From Erie in the west to Wilkes-Barre and Scranton in the east, Hubert Humphrey stumped Pennsylvania last week fully aware that if he is to win its 29 electoral votes, he will have to do so largely on his own. The state's Democratic organization has decayed to the point where it simply cannot be counted on to get out the vote. Nor is the situation atypical. In practically every northern, urbanized state-the kind Humphrey must carry if he is to have any chance of winning the election-the party's machinery is in desperate disrepair...
...Congressman William Green III, has been fighting a losing battle against Tate's effort to purge the party of in dependent-minded, younger men. Green was a Kennedy backer before the Senator's assassination. Tate and Barr, along with the leadership of organized labor, supported Humphrey. The stalwarts were strong enough to deliver 103¾ of Pennsylvania's 130 delegate votes to Humphrey- the very votes that nailed down the nomination for the Vice President- even though Eugene McCarthy had won Pennsylvania's primary. The leadership, as usual, was out of step with the ranks...
Councilman Peter Flaherty of Pittsburgh admits: "A lot of people dissatisfied with the party here really don't feel that a Democratic loss this time would be a such a bad thing. They'd regard it as a cleansing operation." Humphrey, suffering from association with the old-line bosses, and Senator Clark, himself in a tough re-election fight, both suffer from this mood...

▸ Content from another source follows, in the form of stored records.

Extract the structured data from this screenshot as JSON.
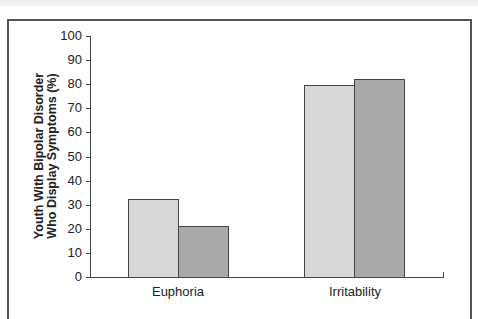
{
  "chart_data": {
    "type": "bar",
    "title": "",
    "xlabel": "",
    "ylabel": "Youth With Bipolar Disorder Who Display Symptoms (%)",
    "ylabel_lines": [
      "Youth With Bipolar Disorder",
      "Who Display Symptoms (%)"
    ],
    "categories": [
      "Euphoria",
      "Irritability"
    ],
    "series": [
      {
        "name": "Series 1",
        "color": "#d8d8d8",
        "values": [
          32.5,
          79.5
        ]
      },
      {
        "name": "Series 2",
        "color": "#a9a9a9",
        "values": [
          21,
          82
        ]
      }
    ],
    "ylim": [
      0,
      100
    ],
    "yticks": [
      0,
      10,
      20,
      30,
      40,
      50,
      60,
      70,
      80,
      90,
      100
    ],
    "grid": false,
    "legend": "none"
  }
}
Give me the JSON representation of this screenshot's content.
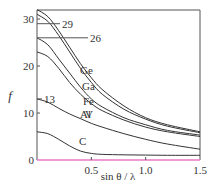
{
  "chart_data": {
    "type": "line",
    "title": "",
    "xlabel": "sin θ / λ",
    "ylabel": "f",
    "xlim": [
      0,
      1.5
    ],
    "ylim": [
      0,
      32
    ],
    "x_ticks": [
      "0.5",
      "1.0",
      "1.5"
    ],
    "y_ticks": [
      "0",
      "10",
      "20",
      "30"
    ],
    "grid": false,
    "legend": "inline labels on curves",
    "series": [
      {
        "name": "Ge",
        "x": [
          0,
          0.1,
          0.2,
          0.3,
          0.4,
          0.5,
          0.6,
          0.8,
          1.0,
          1.2,
          1.5
        ],
        "values": [
          32,
          30.5,
          27.5,
          24,
          20.5,
          17.5,
          15,
          11.5,
          9,
          7.5,
          6
        ]
      },
      {
        "name": "Ga",
        "x": [
          0,
          0.1,
          0.2,
          0.3,
          0.4,
          0.5,
          0.6,
          0.8,
          1.0,
          1.2,
          1.5
        ],
        "values": [
          31,
          29.5,
          26.5,
          23,
          19.5,
          16.5,
          14,
          10.8,
          8.7,
          7.2,
          5.8
        ]
      },
      {
        "name": "Fe",
        "x": [
          0,
          0.1,
          0.2,
          0.3,
          0.4,
          0.5,
          0.6,
          0.8,
          1.0,
          1.2,
          1.5
        ],
        "values": [
          26,
          24.5,
          21.5,
          18.5,
          15.5,
          13,
          11.3,
          9,
          7.5,
          6.3,
          5.3
        ]
      },
      {
        "name": "V",
        "x": [
          0,
          0.1,
          0.2,
          0.3,
          0.4,
          0.5,
          0.6,
          0.8,
          1.0,
          1.2,
          1.5
        ],
        "values": [
          23,
          22,
          19.5,
          16.5,
          14,
          12,
          10.5,
          8.5,
          7,
          6,
          5
        ]
      },
      {
        "name": "Al",
        "x": [
          0,
          0.1,
          0.2,
          0.3,
          0.4,
          0.5,
          0.6,
          0.8,
          1.0,
          1.2,
          1.5
        ],
        "values": [
          13,
          12.3,
          11,
          9.8,
          8.8,
          7.8,
          7,
          5.6,
          4.4,
          3.4,
          2.3
        ]
      },
      {
        "name": "C",
        "x": [
          0,
          0.1,
          0.2,
          0.3,
          0.4,
          0.5,
          0.6,
          0.8,
          1.0,
          1.2,
          1.5
        ],
        "values": [
          6,
          5.6,
          4.4,
          3,
          1.9,
          1.4,
          1.2,
          1.1,
          1.05,
          1.0,
          1.0
        ]
      }
    ],
    "reference_lines": [
      {
        "label": "29",
        "y": 29
      },
      {
        "label": "26",
        "y": 26
      },
      {
        "label": "13",
        "y": 13
      }
    ],
    "axis_colors": {
      "x_axis": "#e879c9",
      "frame": "#555555",
      "curves": "#333333"
    }
  }
}
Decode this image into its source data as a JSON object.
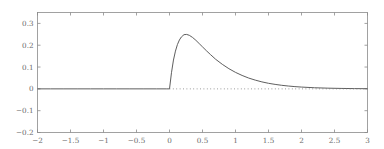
{
  "figure": {
    "background_color": "#ffffff",
    "frame_color": "#8a8a8a",
    "curve_color": "#555555",
    "baseline_color": "#777777",
    "tick_label_color": "#6b6b6b"
  },
  "chart_data": {
    "type": "line",
    "title": "",
    "subtitle": "",
    "xlabel": "",
    "ylabel": "",
    "xlim": [
      -2,
      3
    ],
    "ylim": [
      -0.2,
      0.35
    ],
    "grid": false,
    "legend": null,
    "legend_position": "none",
    "xticks": [
      -2,
      -1.5,
      -1,
      -0.5,
      0,
      0.5,
      1,
      1.5,
      2,
      2.5,
      3
    ],
    "xticklabels": [
      "-2",
      "-1.5",
      "-1",
      "-0.5",
      "0",
      "0.5",
      "1",
      "1.5",
      "2",
      "2.5",
      "3"
    ],
    "yticks": [
      -0.2,
      -0.1,
      0,
      0.1,
      0.2,
      0.3
    ],
    "yticklabels": [
      "-0.2",
      "-0.1",
      "0",
      "0.1",
      "0.2",
      "0.3"
    ],
    "annotations": [],
    "series": [
      {
        "name": "impulse-response",
        "style": "solid",
        "color": "#555555",
        "x": [
          -2.0,
          -1.8,
          -1.6,
          -1.4,
          -1.2,
          -1.0,
          -0.8,
          -0.6,
          -0.4,
          -0.2,
          -0.05,
          0.0,
          0.03,
          0.06,
          0.09,
          0.12,
          0.15,
          0.18,
          0.22,
          0.26,
          0.3,
          0.35,
          0.4,
          0.45,
          0.5,
          0.56,
          0.62,
          0.7,
          0.8,
          0.9,
          1.0,
          1.1,
          1.2,
          1.3,
          1.4,
          1.5,
          1.6,
          1.7,
          1.8,
          1.9,
          2.0,
          2.2,
          2.4,
          2.6,
          2.8,
          3.0
        ],
        "y": [
          0.0,
          0.0,
          0.0,
          0.0,
          0.0,
          0.0,
          0.0,
          0.0,
          0.0,
          0.0,
          0.0,
          0.0,
          0.074,
          0.132,
          0.173,
          0.203,
          0.224,
          0.238,
          0.2485,
          0.2495,
          0.2455,
          0.2355,
          0.2225,
          0.2075,
          0.1925,
          0.1745,
          0.1575,
          0.1355,
          0.1125,
          0.0925,
          0.0755,
          0.0615,
          0.0495,
          0.04,
          0.032,
          0.0255,
          0.0205,
          0.0163,
          0.013,
          0.0103,
          0.0082,
          0.0051,
          0.0032,
          0.002,
          0.0012,
          0.0007
        ]
      },
      {
        "name": "zero-baseline",
        "style": "dotted",
        "color": "#777777",
        "x": [
          0.0,
          3.0
        ],
        "y": [
          0.0,
          0.0
        ]
      }
    ]
  }
}
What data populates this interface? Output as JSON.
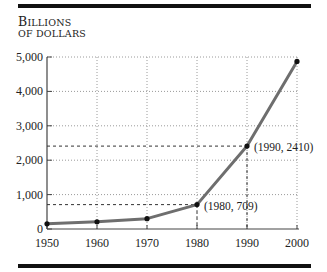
{
  "chart_data": {
    "type": "line",
    "title": "",
    "ylabel_line1": "Billions",
    "ylabel_line2": "of dollars",
    "xlabel": "",
    "x": [
      1950,
      1960,
      1970,
      1980,
      1990,
      2000
    ],
    "series": [
      {
        "name": "Billions of dollars",
        "values": [
          150,
          210,
          300,
          709,
          2410,
          4870
        ]
      }
    ],
    "xlim": [
      1950,
      2000
    ],
    "ylim": [
      0,
      5000
    ],
    "x_ticks": [
      "1950",
      "1960",
      "1970",
      "1980",
      "1990",
      "2000"
    ],
    "y_ticks": [
      "0",
      "1,000",
      "2,000",
      "3,000",
      "4,000",
      "5,000"
    ],
    "grid": "dotted",
    "annotations": [
      {
        "x": 1980,
        "y": 709,
        "label": "(1980, 709)"
      },
      {
        "x": 1990,
        "y": 2410,
        "label": "(1990, 2410)"
      }
    ],
    "line_color": "#6e6e6e"
  }
}
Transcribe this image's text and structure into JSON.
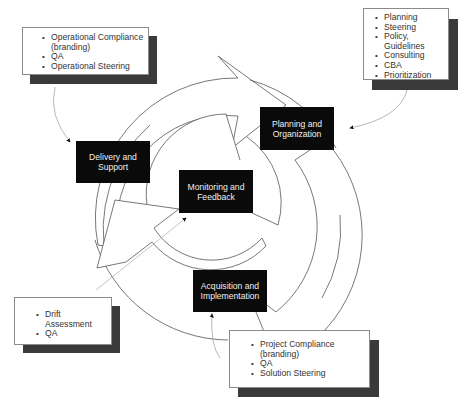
{
  "diagram": {
    "type": "cycle",
    "stages": [
      {
        "id": "planning",
        "label_line1": "Planning and",
        "label_line2": "Organization"
      },
      {
        "id": "acquisition",
        "label_line1": "Acquisition and",
        "label_line2": "Implementation"
      },
      {
        "id": "delivery",
        "label_line1": "Delivery and",
        "label_line2": "Support"
      },
      {
        "id": "monitoring",
        "label_line1": "Monitoring and",
        "label_line2": "Feedback"
      }
    ],
    "notes": {
      "delivery": {
        "items": [
          "Operational Compliance",
          "(branding)",
          "QA",
          "Operational Steering"
        ]
      },
      "planning": {
        "items": [
          "Planning",
          "Steering",
          "Policy, Guidelines",
          "Consulting",
          "CBA",
          "Prioritization"
        ]
      },
      "monitoring": {
        "items": [
          "Drift Assessment",
          "QA"
        ]
      },
      "acquisition": {
        "items": [
          "Project Compliance (branding)",
          "QA",
          "Solution Steering"
        ]
      }
    },
    "colors": {
      "stage_fill": "#0a0a0a",
      "stage_text": "#f0f0f0",
      "shadow": "#3a3a3a",
      "line": "#555555",
      "connector": "#999999"
    }
  }
}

...McGovern hurried home from Chicago determined to shake hands and say, "Hi there, in farmhouses, general stores, bars and windy main streets in all 67 South Dakota counties. His sprightly wife Eleanor added her weight-all 91 lbs. of it. Though McGovern has made peace, of sorts, with Hubert Humphrey, he is not anxious to identify himself as a Democrat, his billboards identify him simply as a "Courageous Prairie Statesman." With a stake of nearly $100,000, two-thirds of it raised at a single fund-raising dinner featuring Ted Kennedy. McGovern is investing almost a third of his budget...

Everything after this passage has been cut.